A week later you meet your ex-lover
at a party, after more than a year.
He reminds you (although only slightly)
of your nextdoor neighbour. He has a paunch
like your neighbour’s before he went on that diet.
You remember how much you despise him.
He behaves as if he’s pleased to see you.
When you leave (a little earlier
than you’d intended, to get away)
he gives you a kiss which is more than neighbourly
and says he’ll ring you. He seems to mean it.
How odd! But you are quite relieved
to find that you don’t fancy him.
Unless you do? Or why that sudden
something, once you get outside
in the air? Why are your legs prancing
so cheerfully along the pavement?
And what exactly have you just remembered?
You go home cursing chemistry.
There was never just one book for the desert island,
one perfectly tissue-typed aesthetic match,
that wouldn’t drive you crazy within six months;
just as there was never one all-purpose
ideal outfit, unquestionably right
for wearing at the ball on the
Titanic
and also in the lifeboat afterwards.
And never,
a fortiori
, just one man;
if it’s not their conversation or their habits
(more irritating, even, than your own –
and who would you wish those on?) it’s their bodies:
two-thirds of them get fatter by the minute,
the bony ones turn out to be psychopaths,
and the few in the middle range go bald.
Somehow you’ll end up there, on the island,
in your old jeans and that comic dressing-gown
one of the fast-fatteners always laughed at,
with a blank notebook (all you’ve brought to read)
and a sea-and-sun-proof crate of cigarettes;
but with nobody, thank God, to lecture you
on how he managed to give them up.
This is the front door. You can just see
the number on it, there behind the piano,
between the young man with the fierce expression
and the one with the axe, who’s trying not to laugh.
Those furry-headed plants beside the step
are Michaelmas daisies, as perhaps you’ve guessed,
although they’re not in colour; and the path
is tiled in red and black, like a Dutch interior.
But the photograph, of course, is black and white.
The piano also sported black and white
when it was whole (look, you can see its ribcage,
the wiry harp inside it, a spread wing).
The young men are playing Laurel and Hardy
(though both are tall, and neither of them is fat,
and one of them is actually a pianist):
they are committing a pianocide.
It wasn’t really much of a piano:
warped and fungoid, grossly out of tune –
facts they have not imparted to the wincing
passers-by, whom you will have to imagine.

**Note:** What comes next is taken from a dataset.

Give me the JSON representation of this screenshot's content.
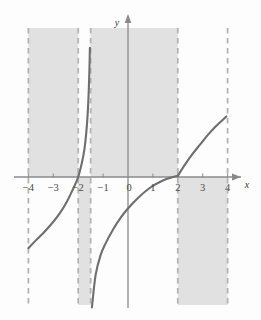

You will also have to imagine, if you dare,
the jangling chords of axe-blow, saw-stroke, screeching
timber, wires twanged in a terminal
appassionato. This is a silent picture.
Laurel and Hardy will complete their show:
the wires, released from their frame, will thrash and tangle
and be tamed into a ball; the varnished panels
will be sawn stacks of boards and blocks and kindling.
Later the mother will come home for Christmas.
The fire will purr and tinkle in the grate,
a chromatic harmony of tones; and somewhere
there’ll be a muffled sack of snarling keys.